Jamie's post questioning Ohio's worst middle school's plans to turn itself around prompted me to go back and re-read a piece I wrote for the Center on Reinventing Public Education's Hope, Fears, & Reality: A balanced look at American charter schools in 2009, in which I chronicled the lameness of Ohio's school turnaround efforts.?? In it, I argued for a more robust approach to turnarounds that included some form of triage forcing the closure of walking-dead schools:
Many of the efforts to restructure troubled schools under NCLB have been half-hearted at best, and have led to little real change as most districts have treated this sanction more as a paper compliance exercise than a real opportunity to force dramatic changes in their schools.
As I pointed out then, despite Ohio and its schools having spent $48 million dollars in school turnaround efforts over five years to improve struggling schools, few schools had actually improved.?? In part this is because, as the Columbus Dispatch reported last year, ???Statewide, and in Columbus, the most popular [turnaround] option has been to change the principal and some or all of the teachers, and try new curricula.???
Well, apparently we've learned nothing in the Buckeye State as the approach to ???turning around??? the long-suffering Champion Middle School in Columbus is identical to what has been tried and failed and tried and failed over the last decade.?? The proposed changes ??? bringing in a new principal (from another failing middle school), adding technology, reducing class size, etc. are commonly applied strategies to school improvement, but there's no evidence that any of these moves can turn around the state's single worst-performing middle school.
It's nothing short of scandalous that the feds and the state are allocating yet more taxpayer dollars to the Columbus City Schools to try and fix a broken school using the same tired reform strategy that has already failed a generation of young people. A far more rigorous approach is needed here. As Jamie suggested, let's start with the idea of expanding Ohio's law requiring automatic closure for the most troubled charters to district schools. ???Closure??? or ???restart??? (possibly under a proven charter management organization succeeding in school turnarounds) are two options for using School Improvement Grant money, and if schools like Champion don't have the courage to select these rigorous models themselves, the state should do it for them.
After all, as our friend Andy Smarick wrote for Education Next a year ago:
Those hesitant about replacing turnarounds with closures should simply remember that a failed business doesn't indict capitalism and an unseated incumbent doesn't indict democracy. Though temporarily painful, both are essential mechanisms for maintaining long-term system wide quality, responsiveness, and innovation. Closing America's worst urban schools doesn't indict public education nor does it suggest a lack of commitment to disadvantaged students. On the contrary, it reflects our insistence on finally taking the steps necessary to build city school systems that work for the boys and girls most in need.
Indeed, closing and restarting Champion and schools like it (Ohio cities have plenty such schools) may be the most sensible thing to do. Rather than dumping more cash into failing schools and crossing our fingers, the greater commitment to disadvantaged students would be to reassign them to better schools or let a charter management organization with a track record of success take over.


Try it: Could you restate word for word the lines running from the one with "Find the location of a particular element." to the end of the data, both ends included, but without pictures?

====================

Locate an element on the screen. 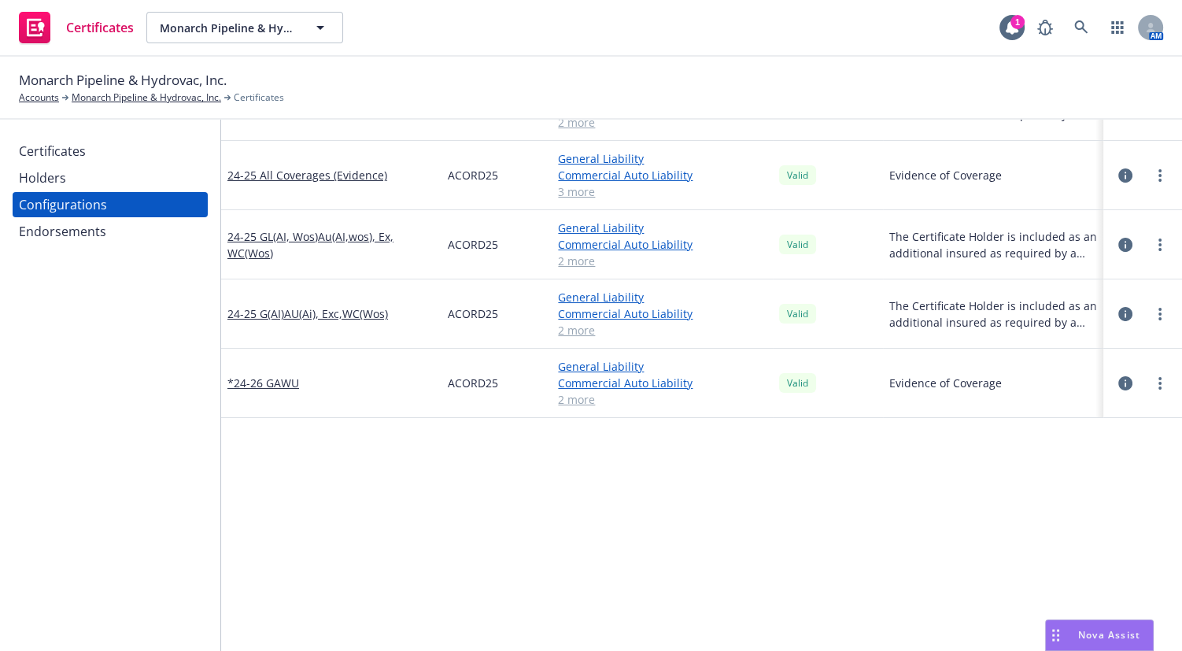 The width and height of the screenshot is (1182, 651). a: 24-25 G(AI)AU(Ai), Exc,WC(Wos) is located at coordinates (308, 313).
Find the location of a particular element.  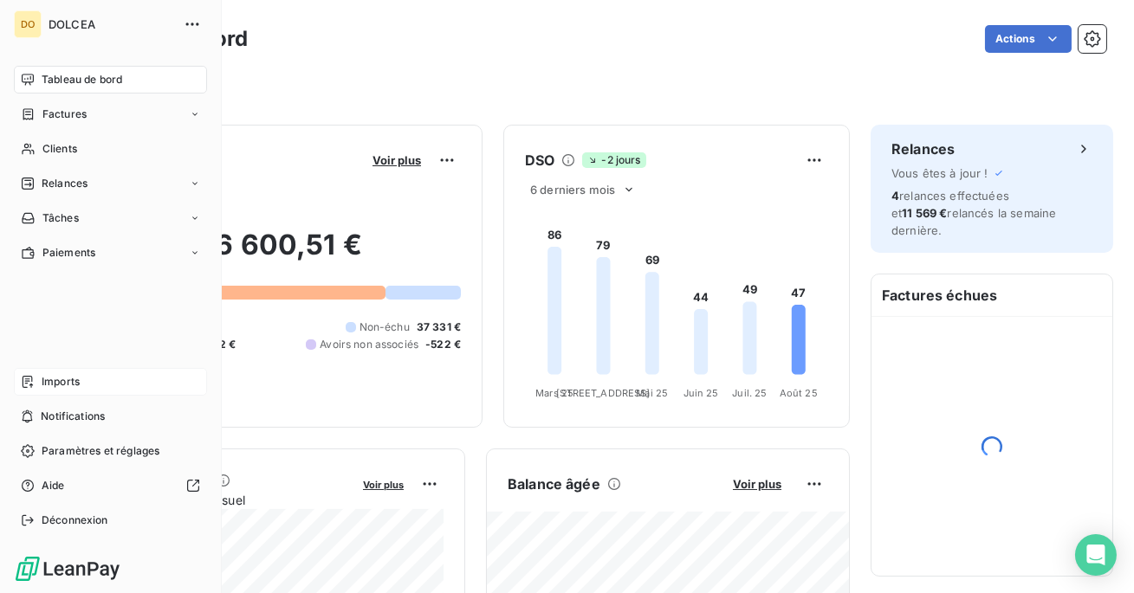

tspan: Mars 25 is located at coordinates (554, 393).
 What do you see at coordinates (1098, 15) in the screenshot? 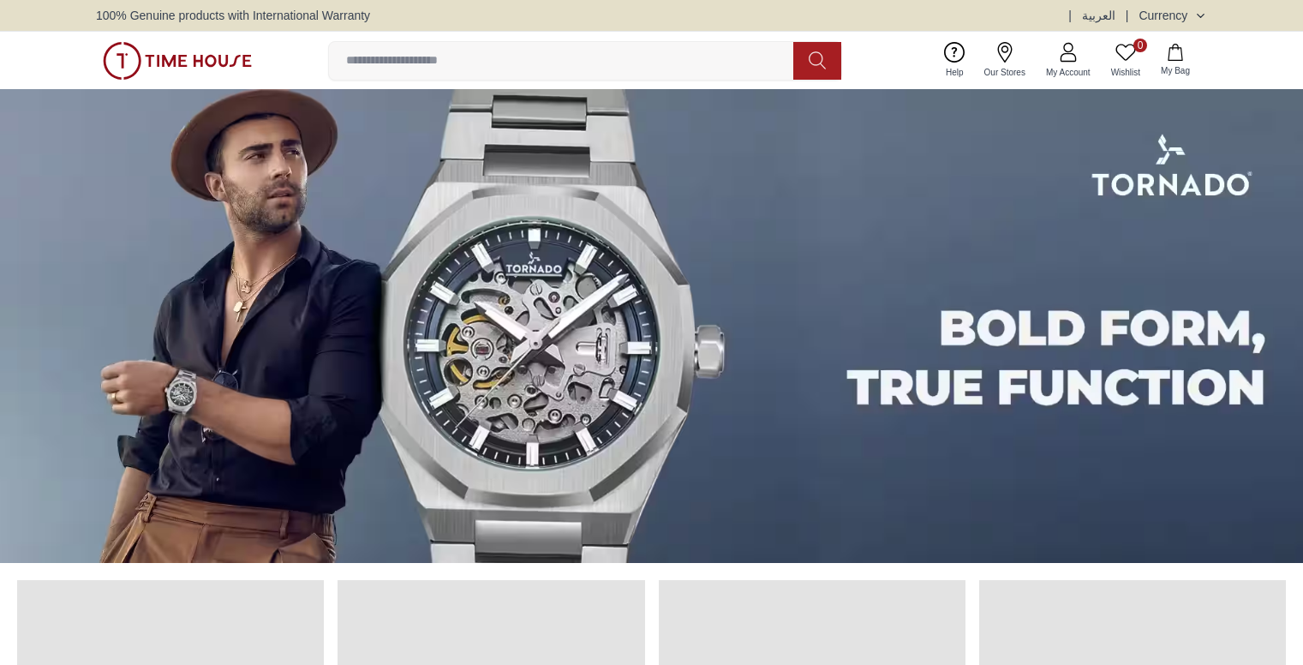
I see `span: العربية` at bounding box center [1098, 15].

====================

Task result:
Find the location of a particular element.  

tspan: Mars 25 is located at coordinates (554, 393).
 What do you see at coordinates (1098, 15) in the screenshot? 
I see `span: العربية` at bounding box center [1098, 15].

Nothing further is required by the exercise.